Prince Caspian 贾思潘王子 Chapter 5 Caspian's Adventure in the Mountains -6 He took off Destrier's bridle and let him graze, ate some cold chicken and drank a little wine, and presently fell asleep.
It was late afternoon when he awoke. He ate a morsel and continued his journey, still southward, by many unfrequented lanes.
He was now in a land of hills, going up and down, but always more up than down.
From every ridge he could see the mountains growing bigger and blacker ahead.
As the evening closed in, he was riding their lower slopes. The wind rose. Soon rain fell in torrents.
Destrier became uneasy; there was thunder in the air. And now they entered a dark and seemingly endless pine forest, and all the stories Caspian had ever heard of trees being unfriendly to Man crowded into his mind.
He remembered that he was, after all, a Telmarine, one of the race who cut down trees wherever they could and were at war with all wild things; and though he himself might be unlike other Telmarines, the trees could not be expected to know this.
Nor did they. The wind became a tempest, the woods roared and creaked all round them. There came a crash. A tree fell right across the road just behind him. "Quiet, Destrier, quiet!" said Caspian, patting his horse's neck;
but he was trembling himself and knew that he had escaped death by an inch. Lightning flashed and a great crack of thunder seemed to break the sky in two just overhead.
Destrier bolted in good earnest. Caspian was a good rider, but he had not the strength to hold him back.
He kept his seat, but he knew that his life hung by a thread during the wild career that followed.
Tree after tree rose up before them in the dusk and was only just avoided.
Then, almost too suddenly to hurt (and yet it did hurt him too) something struck Caspian on the forehead and he knew no more.
When he came to himself he was lying in a firelit place with bruised limbs and a bad headache. Low voices were speaking close at hand.
"And now," said one, "before it wakes up we must decide what to do with it."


TASK INSTRUCTIONS:
I'd like the entries repeated exactly, without their pictures.

..............................

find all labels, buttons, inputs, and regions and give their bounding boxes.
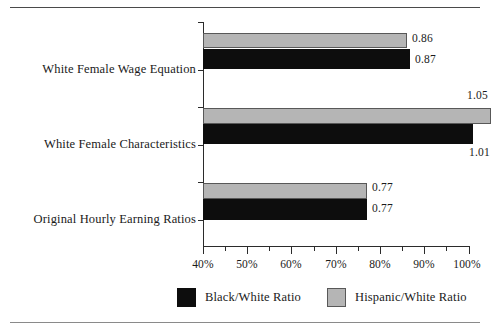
bar-value-group1-black: 1.01	[469, 146, 490, 158]
bottom-divider-rule	[10, 322, 480, 323]
x-axis-label-100: 100%	[453, 258, 481, 270]
bar-group2-hispanic[interactable]	[203, 183, 367, 199]
legend-label-black-white: Black/White Ratio	[205, 290, 301, 305]
x-axis-minor-tick-45	[225, 246, 226, 251]
category-label-0: White Female Wage Equation	[42, 62, 196, 77]
bar-group1-hispanic[interactable]	[203, 108, 491, 124]
plot-area: 0.86 0.87 1.05 1.01 0.77 0.77 40% 50% 60…	[203, 22, 469, 246]
bar-group0-black[interactable]	[203, 49, 410, 69]
category-label-2: Original Hourly Earning Ratios	[34, 212, 196, 227]
bar-value-group0-hispanic: 0.86	[412, 32, 433, 44]
chart-legend: Black/White Ratio Hispanic/White Ratio	[0, 288, 488, 314]
x-axis-label-80: 80%	[369, 258, 391, 270]
x-axis-tick-60	[291, 246, 292, 254]
x-axis-label-60: 60%	[280, 258, 302, 270]
bar-value-group0-black: 0.87	[415, 53, 436, 65]
bar-group0-hispanic[interactable]	[203, 33, 407, 48]
x-axis-label-90: 90%	[413, 258, 435, 270]
category-label-column: White Female Wage Equation White Female …	[0, 22, 196, 246]
y-axis-tick-top	[198, 22, 203, 23]
legend-swatch-gray-icon	[327, 288, 346, 307]
x-axis-tick-80	[380, 246, 381, 254]
bar-group1-black[interactable]	[203, 124, 473, 144]
x-axis-tick-50	[247, 246, 248, 254]
y-axis-tick-category-2	[198, 220, 203, 221]
x-axis-label-70: 70%	[325, 258, 347, 270]
x-axis-label-40: 40%	[192, 258, 214, 270]
legend-item-black-white[interactable]: Black/White Ratio	[177, 288, 301, 307]
x-axis-tick-70	[336, 246, 337, 254]
x-axis-minor-tick-55	[269, 246, 270, 251]
bar-value-group2-black: 0.77	[372, 202, 393, 214]
top-divider-rule	[10, 7, 480, 8]
legend-label-hispanic-white: Hispanic/White Ratio	[355, 290, 467, 305]
category-label-1: White Female Characteristics	[44, 137, 196, 152]
x-axis-tick-40	[203, 246, 204, 254]
y-axis-tick-category-1	[198, 145, 203, 146]
bar-group2-black[interactable]	[203, 199, 367, 220]
legend-swatch-black-icon	[177, 288, 196, 307]
x-axis-minor-tick-85	[402, 246, 403, 251]
bar-value-group1-hispanic: 1.05	[467, 89, 488, 101]
y-axis-tick-category-0	[198, 70, 203, 71]
legend-item-hispanic-white[interactable]: Hispanic/White Ratio	[327, 288, 467, 307]
x-axis-tick-90	[424, 246, 425, 254]
x-axis-minor-tick-75	[358, 246, 359, 251]
x-axis-minor-tick-65	[314, 246, 315, 251]
bar-value-group2-hispanic: 0.77	[372, 181, 393, 193]
x-axis-label-50: 50%	[236, 258, 258, 270]
x-axis-tick-100	[469, 246, 470, 254]
x-axis-minor-tick-95	[446, 246, 447, 251]
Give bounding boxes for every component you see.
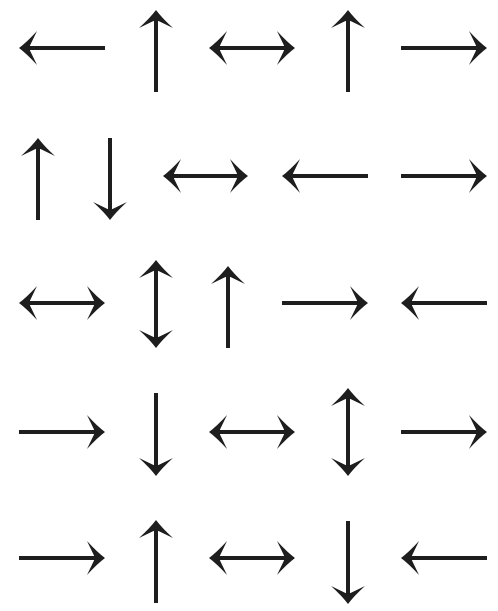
arrow-up-down-icon xyxy=(139,260,173,348)
arrow-up-icon xyxy=(21,138,55,220)
arrow-right-icon xyxy=(19,541,105,575)
arrow-right-icon xyxy=(401,159,487,193)
arrow-left-icon xyxy=(19,31,105,65)
arrow-up-icon xyxy=(331,10,365,92)
arrow-left-right-icon xyxy=(163,159,248,193)
arrow-right-icon xyxy=(19,415,105,449)
arrow-down-icon xyxy=(93,138,127,220)
arrow-left-right-icon xyxy=(209,415,295,449)
arrow-grid xyxy=(0,0,498,611)
arrow-left-icon xyxy=(401,541,487,575)
arrow-left-icon xyxy=(282,159,368,193)
arrow-right-icon xyxy=(401,31,487,65)
arrow-left-icon xyxy=(401,286,487,320)
arrow-down-icon xyxy=(139,393,173,476)
arrow-left-right-icon xyxy=(209,541,295,575)
arrow-up-icon xyxy=(139,520,173,603)
arrow-up-icon xyxy=(139,10,173,92)
arrow-up-down-icon xyxy=(331,388,365,476)
arrow-right-icon xyxy=(282,286,368,320)
arrow-left-right-icon xyxy=(19,286,105,320)
arrow-left-right-icon xyxy=(209,31,295,65)
arrow-canvas xyxy=(0,0,498,611)
arrow-up-icon xyxy=(211,266,245,348)
arrow-right-icon xyxy=(401,415,487,449)
arrow-down-icon xyxy=(331,521,365,604)
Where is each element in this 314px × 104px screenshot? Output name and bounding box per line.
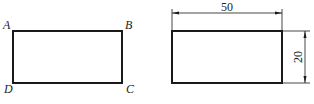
vertex-label-b: B: [125, 18, 133, 32]
width-dimension: 50: [172, 0, 282, 30]
arrowhead-bottom-icon: [304, 76, 307, 83]
vertex-label-d: D: [3, 82, 13, 96]
height-dimension: 20: [283, 31, 310, 83]
arrowhead-right-icon: [275, 12, 282, 15]
rectangle-left-shape: [13, 31, 122, 83]
rectangle-dimensioned: 50 20: [172, 0, 310, 83]
arrowhead-left-icon: [172, 12, 179, 15]
height-label: 20: [291, 51, 305, 63]
width-label: 50: [221, 0, 233, 14]
rectangle-right-shape: [172, 31, 282, 83]
diagram-canvas: A B C D 50 20: [0, 0, 314, 104]
vertex-label-c: C: [126, 82, 135, 96]
vertex-label-a: A: [2, 18, 11, 32]
rectangle-abcd: A B C D: [2, 18, 135, 96]
arrowhead-top-icon: [304, 31, 307, 38]
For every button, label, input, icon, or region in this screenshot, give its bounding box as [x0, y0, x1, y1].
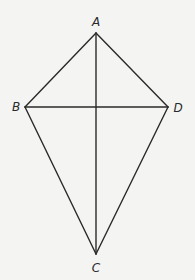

..............................

WRITTEN RESPONSE:
find all labels, buttons, inputs, and regions and give their bounding boxes.
bar-value-group1-black: 1.01	[469, 146, 490, 158]
bottom-divider-rule	[10, 322, 480, 323]
x-axis-label-100: 100%	[453, 258, 481, 270]
bar-group2-hispanic[interactable]	[203, 183, 367, 199]
legend-label-black-white: Black/White Ratio	[205, 290, 301, 305]
x-axis-minor-tick-45	[225, 246, 226, 251]
category-label-0: White Female Wage Equation	[42, 62, 196, 77]
bar-group1-hispanic[interactable]	[203, 108, 491, 124]
plot-area: 0.86 0.87 1.05 1.01 0.77 0.77 40% 50% 60…	[203, 22, 469, 246]
bar-group0-black[interactable]	[203, 49, 410, 69]
category-label-2: Original Hourly Earning Ratios	[34, 212, 196, 227]
bar-value-group0-hispanic: 0.86	[412, 32, 433, 44]
chart-legend: Black/White Ratio Hispanic/White Ratio	[0, 288, 488, 314]
x-axis-label-80: 80%	[369, 258, 391, 270]
x-axis-tick-60	[291, 246, 292, 254]
x-axis-label-60: 60%	[280, 258, 302, 270]
bar-value-group0-black: 0.87	[415, 53, 436, 65]
bar-group0-hispanic[interactable]	[203, 33, 407, 48]
x-axis-label-90: 90%	[413, 258, 435, 270]
category-label-column: White Female Wage Equation White Female …	[0, 22, 196, 246]
y-axis-tick-top	[198, 22, 203, 23]
legend-swatch-gray-icon	[327, 288, 346, 307]
x-axis-tick-80	[380, 246, 381, 254]
bar-group1-black[interactable]	[203, 124, 473, 144]
x-axis-tick-50	[247, 246, 248, 254]
y-axis-tick-category-2	[198, 220, 203, 221]
x-axis-label-70: 70%	[325, 258, 347, 270]
x-axis-label-40: 40%	[192, 258, 214, 270]
legend-item-black-white[interactable]: Black/White Ratio	[177, 288, 301, 307]
x-axis-tick-70	[336, 246, 337, 254]
x-axis-minor-tick-55	[269, 246, 270, 251]
bar-value-group2-black: 0.77	[372, 202, 393, 214]
top-divider-rule	[10, 7, 480, 8]
legend-label-hispanic-white: Hispanic/White Ratio	[355, 290, 467, 305]
category-label-1: White Female Characteristics	[44, 137, 196, 152]
x-axis-tick-40	[203, 246, 204, 254]
y-axis-tick-category-1	[198, 145, 203, 146]
bar-group2-black[interactable]	[203, 199, 367, 220]
legend-swatch-black-icon	[177, 288, 196, 307]
x-axis-minor-tick-85	[402, 246, 403, 251]
bar-value-group1-hispanic: 1.05	[467, 89, 488, 101]
y-axis-tick-category-0	[198, 70, 203, 71]
legend-item-hispanic-white[interactable]: Hispanic/White Ratio	[327, 288, 467, 307]
x-axis-tick-90	[424, 246, 425, 254]
x-axis-minor-tick-75	[358, 246, 359, 251]
x-axis-minor-tick-65	[314, 246, 315, 251]
bar-value-group2-hispanic: 0.77	[372, 181, 393, 193]
x-axis-label-50: 50%	[236, 258, 258, 270]
x-axis-tick-100	[469, 246, 470, 254]
x-axis-minor-tick-95	[446, 246, 447, 251]
Give bounding boxes for every component you see.
arrow-up-down-icon xyxy=(139,260,173,348)
arrow-up-icon xyxy=(21,138,55,220)
arrow-right-icon xyxy=(19,541,105,575)
arrow-right-icon xyxy=(401,159,487,193)
arrow-left-icon xyxy=(19,31,105,65)
arrow-up-icon xyxy=(331,10,365,92)
arrow-left-right-icon xyxy=(163,159,248,193)
arrow-right-icon xyxy=(19,415,105,449)
arrow-down-icon xyxy=(93,138,127,220)
arrow-left-right-icon xyxy=(209,415,295,449)
arrow-grid xyxy=(0,0,498,611)
arrow-left-icon xyxy=(401,541,487,575)
arrow-left-icon xyxy=(282,159,368,193)
arrow-right-icon xyxy=(401,31,487,65)
arrow-left-icon xyxy=(401,286,487,320)
arrow-down-icon xyxy=(139,393,173,476)
arrow-left-right-icon xyxy=(209,541,295,575)
arrow-up-icon xyxy=(139,520,173,603)
arrow-up-icon xyxy=(139,10,173,92)
arrow-up-down-icon xyxy=(331,388,365,476)
arrow-right-icon xyxy=(282,286,368,320)
arrow-left-right-icon xyxy=(19,286,105,320)
arrow-left-right-icon xyxy=(209,31,295,65)
arrow-canvas xyxy=(0,0,498,611)
arrow-up-icon xyxy=(211,266,245,348)
arrow-right-icon xyxy=(401,415,487,449)
arrow-down-icon xyxy=(331,521,365,604)
Where is each element in this 314px × 104px screenshot? Output name and bounding box per line.
vertex-label-b: B: [125, 18, 133, 32]
width-dimension: 50: [172, 0, 282, 30]
arrowhead-bottom-icon: [304, 76, 307, 83]
vertex-label-d: D: [3, 82, 13, 96]
height-dimension: 20: [283, 31, 310, 83]
arrowhead-right-icon: [275, 12, 282, 15]
rectangle-left-shape: [13, 31, 122, 83]
rectangle-dimensioned: 50 20: [172, 0, 310, 83]
arrowhead-left-icon: [172, 12, 179, 15]
height-label: 20: [291, 51, 305, 63]
width-label: 50: [221, 0, 233, 14]
rectangle-right-shape: [172, 31, 282, 83]
diagram-canvas: A B C D 50 20: [0, 0, 314, 104]
vertex-label-c: C: [126, 82, 135, 96]
vertex-label-a: A: [2, 18, 11, 32]
rectangle-abcd: A B C D: [2, 18, 135, 96]
arrowhead-top-icon: [304, 31, 307, 38]
For every button, label, input, icon, or region in this screenshot, give its bounding box as [x0, y0, x1, y1].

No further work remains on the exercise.